Essential Guide to Space-Colony Dream Stay

During the Republican primaries, then-candidate and former House Speaker Newt Gingrich promised a moon colony by the end of his second term and flights to Mars by 2020.

Gingrich's interest in a space colony was treated with healthy skepticism, but it posed a question worth ruminating. If someone asked you to pack your bags to live on Mars tomorrow, assuming that food, shelter and transportation were provided, what would you bring?

We asked NASA architects and space-colony specialists to offer their advice.

Bret Drake, deputy chief architect of NASA's Human Spaceflight Architecture Team, points out that it could take almost a half-year just to arrive at a new home on Mars, so you'll need to select articles carefully.

"The things to bring from Earth will have low mass and high value," says Gary C. Hudson, president of the Space Studies Institute in Mojave, Calif., a think tank focused on space exploration and energy. In other words, access to a space colony doesn't come cheap, so it's important to bring things that are significant but don't overstuff a cramped ship.

"The cost per pound to deliver cargo to a space settlement might be anywhere from a few hundred dollars per pound to a few thousand," he says. "At that tariff, few things will pay their freight," with the exception of a few irreplaceable items such as these.

Personal Mementos

"Like migrants on Earth in the 19th and 20th centuries, people will bring the minimum they can," says Jon Clarke, director of field research of Mars Society Australia. These personal pieces include physical mementos, clothes, pictures and items with personal, religious or cultural meaning.

"Children might bring their most favorite toys (and) older people marks of achievement, reminders of those they left behind," Clarke says. Yes, your child's Superman costume will be joining you on your deep-space journey.

Cost: Whatever you've already spent.

First Aid, Education and a Physician

Specialized tools and supplies for business and personal use will be highly prized, Hudson says. Communication with Earth may be necessary for income or education.

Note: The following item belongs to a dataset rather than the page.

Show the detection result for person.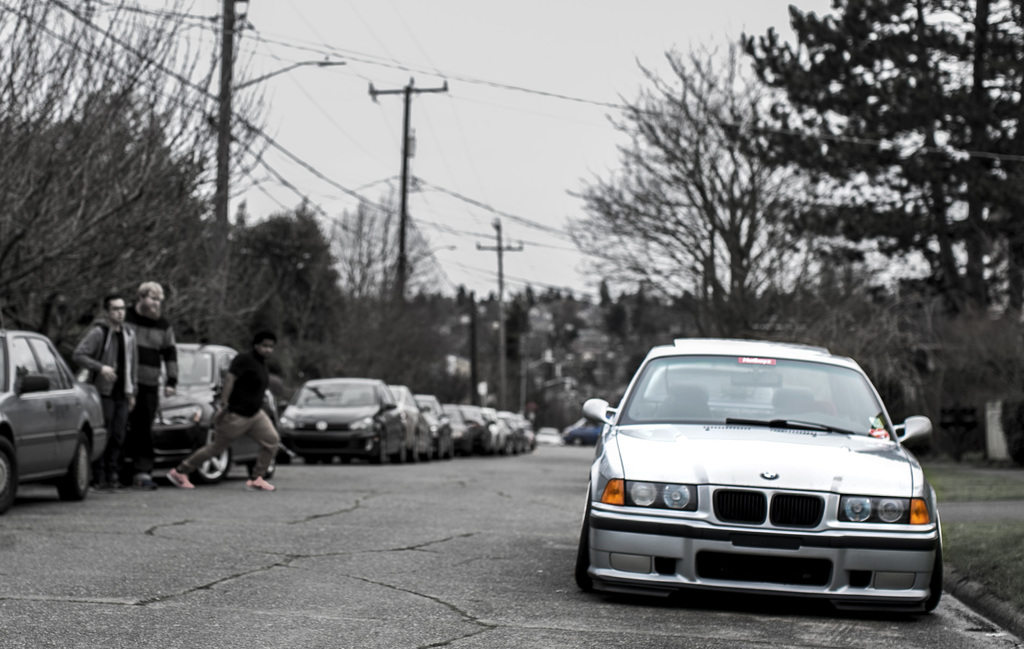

Clarke points out that children might rely on remote learning, much as rural Australian youngsters do today. Families may need specialized services, including midwives, lactation consultants and pediatricians, Clarke says. Some of these services might be virtual, so a laptop and emergency medical tools might be required. If the colony is small, bring your own heart surgeon and stent, or be prepared to go without.

Cost: Between a few dollars for bandages and textbook supplies to thousands, or millions, for your own personal physician.

Favorite Seeds and Foods

Bring your green thumb to deep-blue space. Seeds for flowers, ornamental plants and specialty fruits are fantastic bring-alongs, Hudson says.

Feel like a banana or a bowl of raspberries instead of freeze-dried foods or space-station slop? You won't find fruit growing on Mars or the moon.

Pick today's plants well, and sow those seeds in the hydroponic future of tomorrow. "Seeds are light, and they make more of themselves," Hudson says.

And don't forget to bring plenty of your favorite trail mix. No one's bringing you more for many moons.

Cost: Current prices for seeds range from $1.25 to $5. Heirloom and organic varietals are more. A box of 72 bags of trail mix is about $50.

Photographic and Video Equipment

Deep space isn't just for the adventurous explorer but the artist as well. Take a photo of the sun rising on Mars, and post it to your "spacebook" timeline.

Drake at NASA forsees an "immersion type technology," in which it's possible to take photos on your moonwalk or moon-rover excursion, then beam them back home to share with others. Like the underwater photography equipment of today, space-ready, high-tech gear may need to withstand a G-force beating.

Cost: Between $100 to $1,000 for a camera, possibly more for one that can photograph in free space.

Exploration options

Hopefully, a space colony home would offer inhabitants many opportunities to "get out, explore and enjoy," Drake says. You might throw on a spacesuit or hop into your lunar Lamborghini.

NASA would not comment for the record on the official price tag on a spacesuit. "It's a complex piece of machinery," Drake says. Essentially, it's a self-contained spacecraft, but Drake says the price may go down if suits become mass-produced.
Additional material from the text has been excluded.